How long should a paragraph be?
Most well-edited prose averages 3–5 sentences (about 75–150 words) per paragraph — but the medium changes the rule.
Paragraph length by medium
Academic writing tolerates long paragraphs because each one develops a complete claim: 100–200 words is normal. Web writing runs much shorter — screens make dense blocks hard to scan, so 40–80 words per paragraph keeps readers moving. Fiction is the most flexible: a paragraph can be a single word of dialogue or a page-long description, paced to the scene.
The consistent principle: one idea per paragraph. When the idea changes, the paragraph breaks.
Signs a paragraph should break
Watch for a topic shift mid-paragraph, a new speaker in dialogue, a change of time or place, or a sentence starting with "However" that actually pivots the argument. On screens, any paragraph past six or seven lines earns a second look — even if the logic holds, the reader's eye needs the white space.
Paragraph length by writing type
| Web articles / blogs | 40–80 words (2–4 sentences) |
| News writing | 25–50 words (1–2 sentences) |
| Essays / academic | 100–200 words (4–8 sentences) |
| Business documents | 60–120 words (3–5 sentences) |
| Fiction | no fixed rule — paced to the scene |
Can a paragraph be one sentence?
Yes. Single-sentence paragraphs are standard in journalism and effective anywhere for emphasis. In academic writing they read as underdeveloped, so use them sparingly there.
How many paragraphs is 1,000 words?
Typically 7–13 paragraphs at essay density (75–150 words each), or 15–25 in web style. Count yours with the paragraph counter to see your average length.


*Action item*. Hunt through the lines below for the string "swatch" and copy each one that has it.

-- Data records follows --

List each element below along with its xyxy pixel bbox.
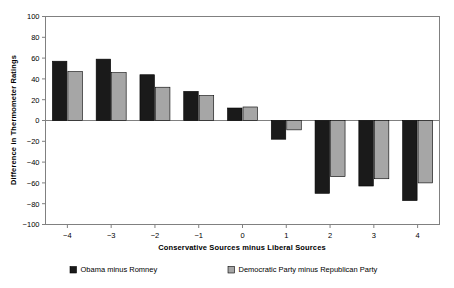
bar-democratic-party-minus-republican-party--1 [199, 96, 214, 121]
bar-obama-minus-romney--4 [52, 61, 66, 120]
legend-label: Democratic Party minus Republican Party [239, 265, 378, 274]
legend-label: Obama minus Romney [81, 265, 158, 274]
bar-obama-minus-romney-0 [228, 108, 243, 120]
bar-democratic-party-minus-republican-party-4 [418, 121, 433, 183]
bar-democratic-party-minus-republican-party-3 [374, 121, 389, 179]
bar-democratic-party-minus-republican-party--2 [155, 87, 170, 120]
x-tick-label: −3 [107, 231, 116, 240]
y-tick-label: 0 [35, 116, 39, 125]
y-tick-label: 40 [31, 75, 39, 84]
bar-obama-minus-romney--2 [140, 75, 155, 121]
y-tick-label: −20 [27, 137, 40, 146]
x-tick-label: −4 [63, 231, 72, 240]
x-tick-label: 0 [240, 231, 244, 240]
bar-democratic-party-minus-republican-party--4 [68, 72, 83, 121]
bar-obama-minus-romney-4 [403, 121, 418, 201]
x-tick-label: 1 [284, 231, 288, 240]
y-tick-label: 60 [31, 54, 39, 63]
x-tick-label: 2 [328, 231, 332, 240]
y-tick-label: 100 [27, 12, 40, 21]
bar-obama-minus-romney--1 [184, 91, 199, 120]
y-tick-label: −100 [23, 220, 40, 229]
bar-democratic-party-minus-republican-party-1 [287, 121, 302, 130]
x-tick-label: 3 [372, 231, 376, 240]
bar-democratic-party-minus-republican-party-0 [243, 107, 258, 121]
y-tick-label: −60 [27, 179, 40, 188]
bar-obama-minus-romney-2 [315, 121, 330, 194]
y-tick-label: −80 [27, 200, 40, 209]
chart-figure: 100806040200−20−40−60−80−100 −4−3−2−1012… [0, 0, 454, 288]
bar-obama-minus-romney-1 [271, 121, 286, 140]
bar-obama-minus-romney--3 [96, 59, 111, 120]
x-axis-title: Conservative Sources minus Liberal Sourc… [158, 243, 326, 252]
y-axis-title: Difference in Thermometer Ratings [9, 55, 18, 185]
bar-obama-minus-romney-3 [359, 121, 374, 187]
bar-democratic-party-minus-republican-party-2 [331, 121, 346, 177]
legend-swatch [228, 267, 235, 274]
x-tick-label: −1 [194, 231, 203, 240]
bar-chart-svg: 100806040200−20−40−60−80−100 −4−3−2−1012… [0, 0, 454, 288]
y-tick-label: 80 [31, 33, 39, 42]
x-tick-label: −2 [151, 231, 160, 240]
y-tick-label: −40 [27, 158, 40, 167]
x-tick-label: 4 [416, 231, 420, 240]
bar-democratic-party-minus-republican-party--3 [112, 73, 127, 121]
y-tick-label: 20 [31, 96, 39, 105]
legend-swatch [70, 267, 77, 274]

-- Data records concluded --

*Answer section*.
legend-swatch [228, 267, 235, 274]
legend-swatch [70, 267, 77, 274]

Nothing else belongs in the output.